I am using the Entity Framework and have an inheritance structure with a base Entity (let's call it Customer) and a derived Entity, let's call it AccountCustomer. The difference is that an AccountCustomer has extra details (such as payment terms etc.) stored in a separate table in the database and therefore extra properties in the Entity.

I want to allow users to 'promote' a specific Customer to be an AccountCustomer. I need to keep the same primary key (a composite key visible to users and used as the customer reference).

At the moment my feeling is that calling a stored procedure to create the additional record in the Accounts table is the only way to go, but up to now we have not bypassed the Entity Framework so would prefer to avoid this technique if possible.

Has anybody any Entity Framework focussed solutions?

+3  A: 

This is one of those "Please don't do this" scenarios.

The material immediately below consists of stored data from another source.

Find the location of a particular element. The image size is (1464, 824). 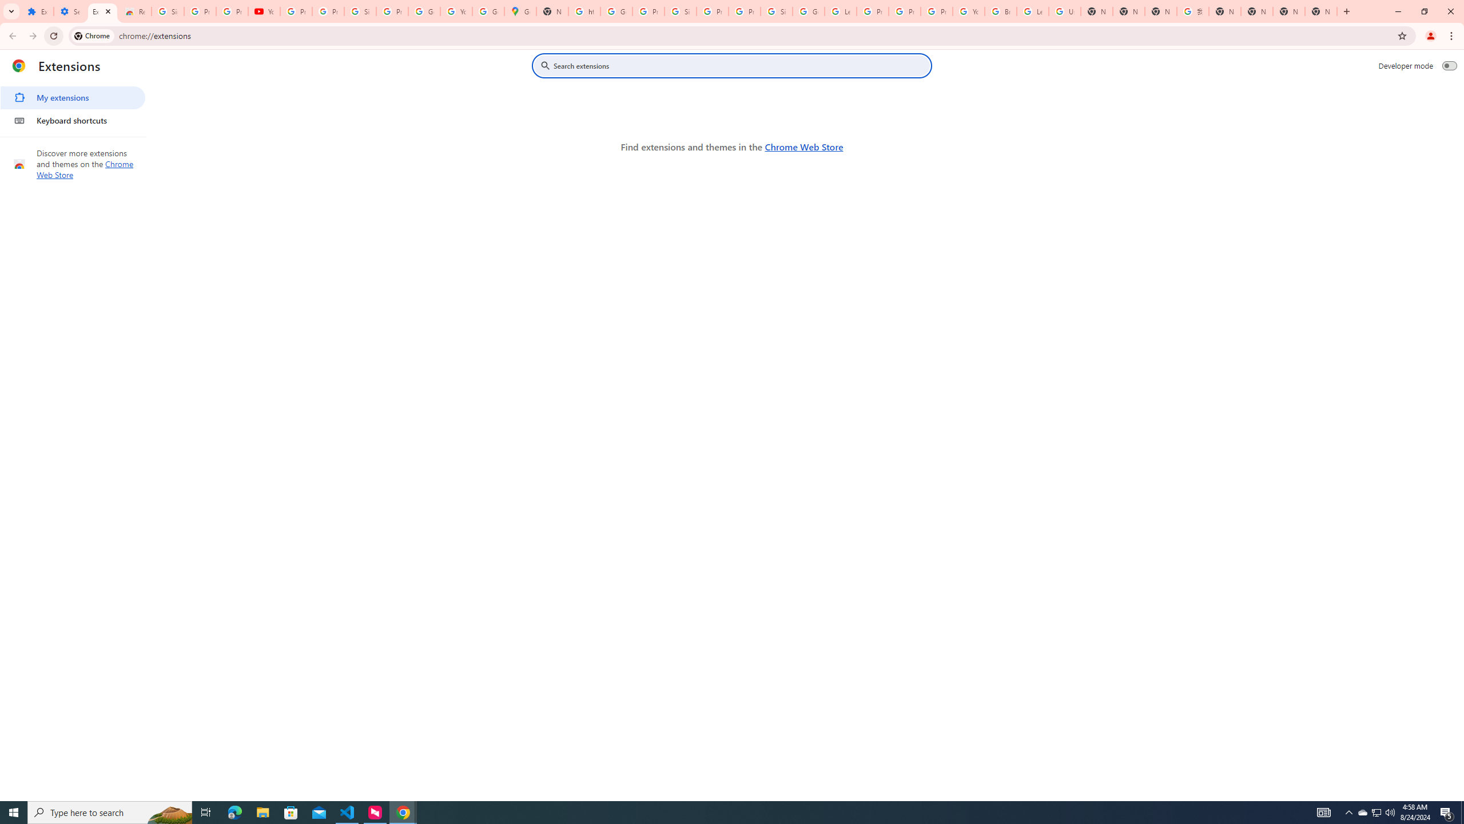

Chrome Web Store is located at coordinates (804, 146).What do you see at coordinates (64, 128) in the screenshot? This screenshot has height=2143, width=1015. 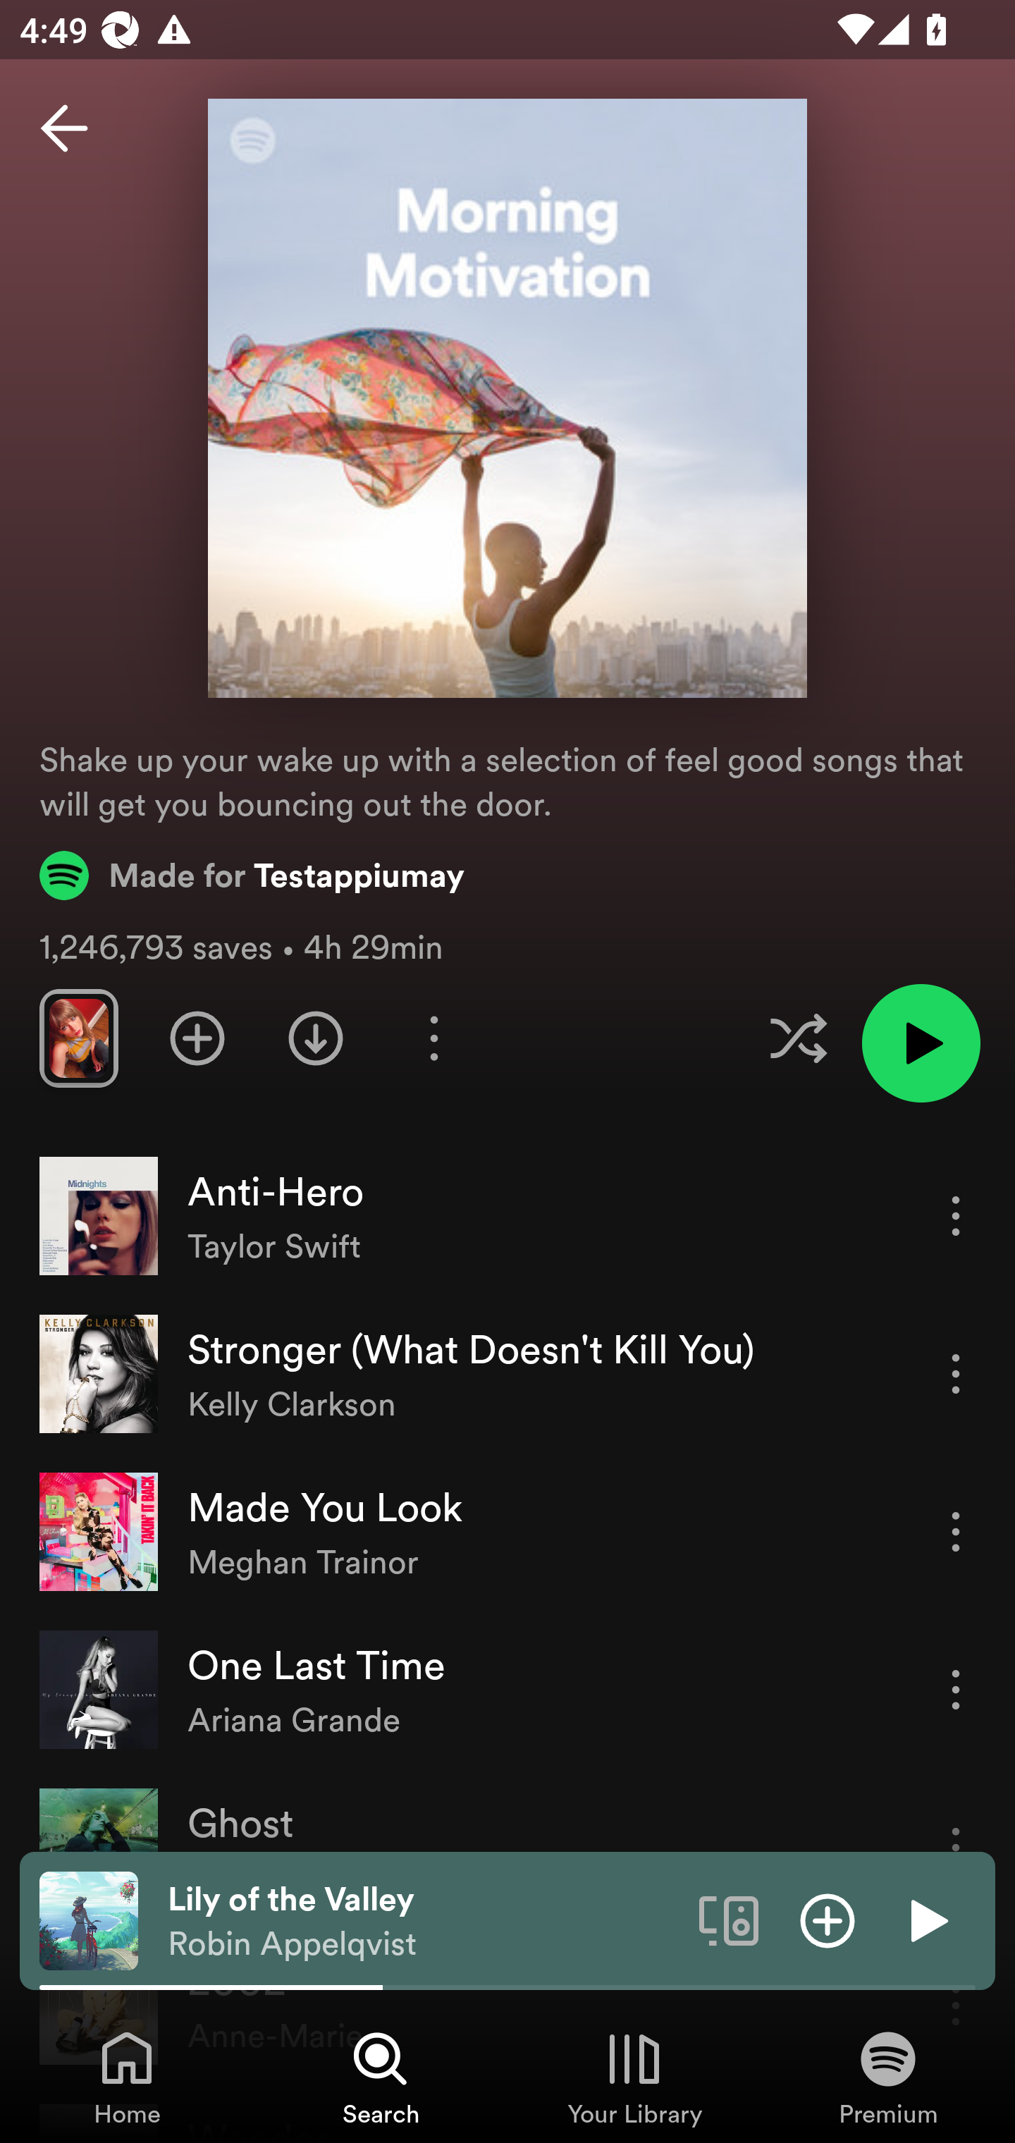 I see `Back` at bounding box center [64, 128].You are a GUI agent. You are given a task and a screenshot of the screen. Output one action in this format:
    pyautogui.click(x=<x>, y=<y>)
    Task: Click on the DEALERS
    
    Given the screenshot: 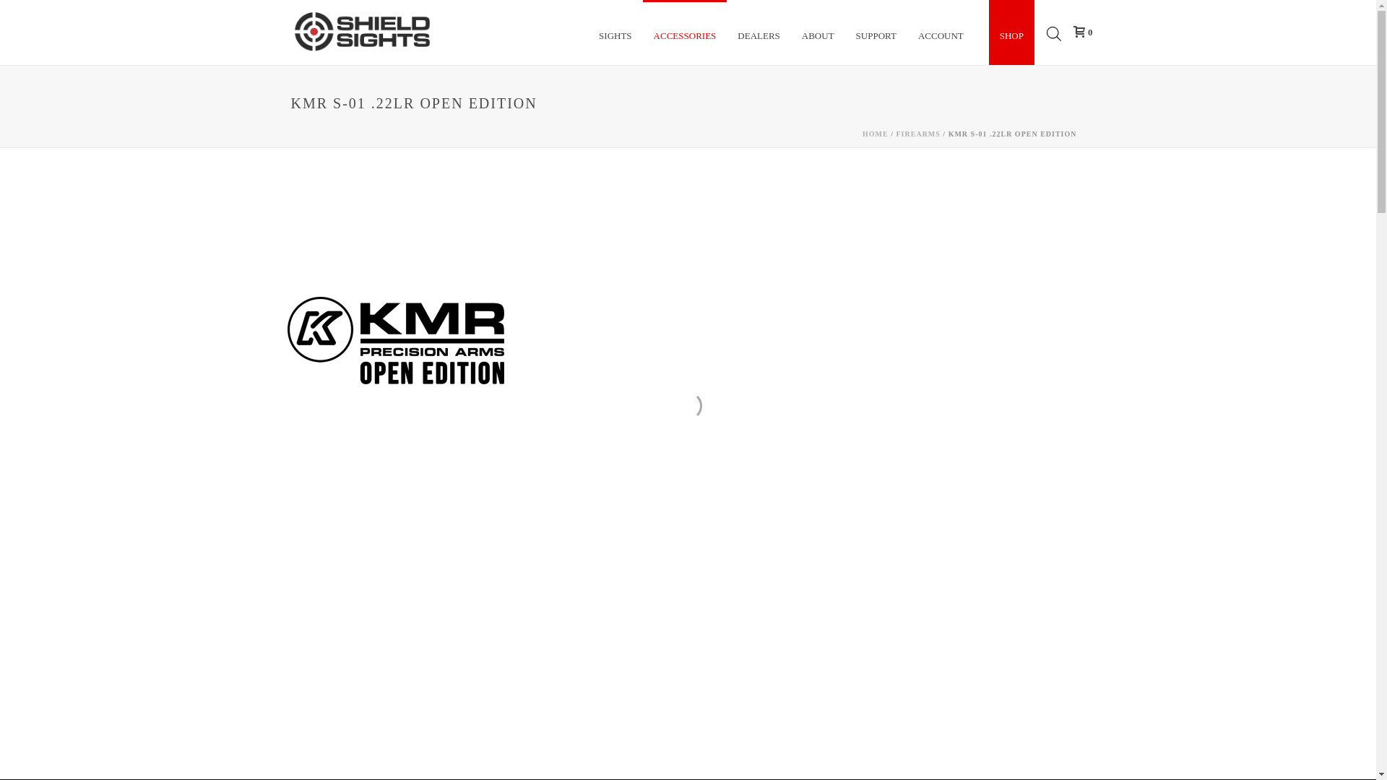 What is the action you would take?
    pyautogui.click(x=758, y=32)
    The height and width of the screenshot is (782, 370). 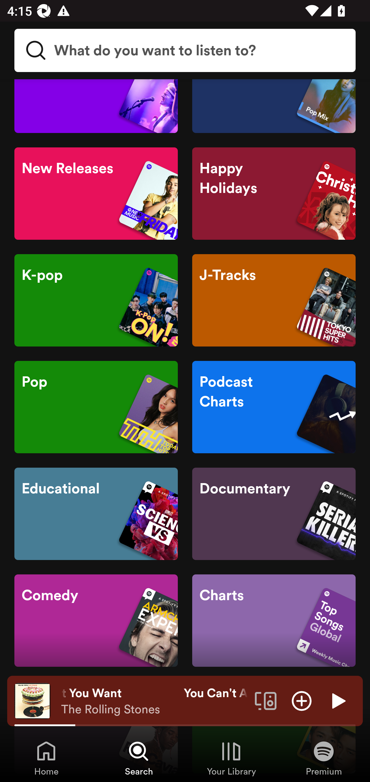 I want to click on Live Events, so click(x=96, y=106).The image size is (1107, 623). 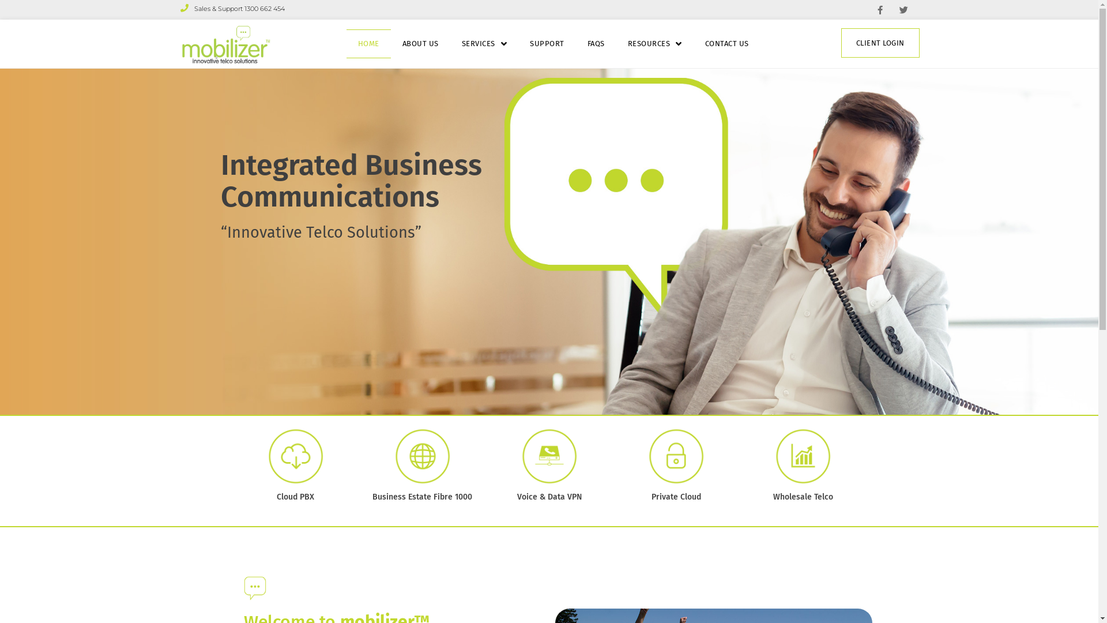 What do you see at coordinates (369, 44) in the screenshot?
I see `HOME` at bounding box center [369, 44].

You are thinking about this strictly in terms of tables, instead of in object-oriented terms.

A particular customer is a particular customer. The kind of thing he is never changes. Now, his Status may change, or he may acquire additional AccountProperties, but he never transitions from being one kind of thing (Customer) to another kind of thing (AccountCustomer). It simply doesn't make sense conceptually (a generic fruit doesn't morph into an apple, does it? no! it starts as an apple with one status, and ends up as an apple with a new status), and it certainly is impossible in .NET object-oriented programming ... which would make it impossible in an ORM like EF.

So please think about a sensible way to conceptualize this, which will lead to a sensible way to express this in object-oriented terms, which will lead to a sensible EF solution.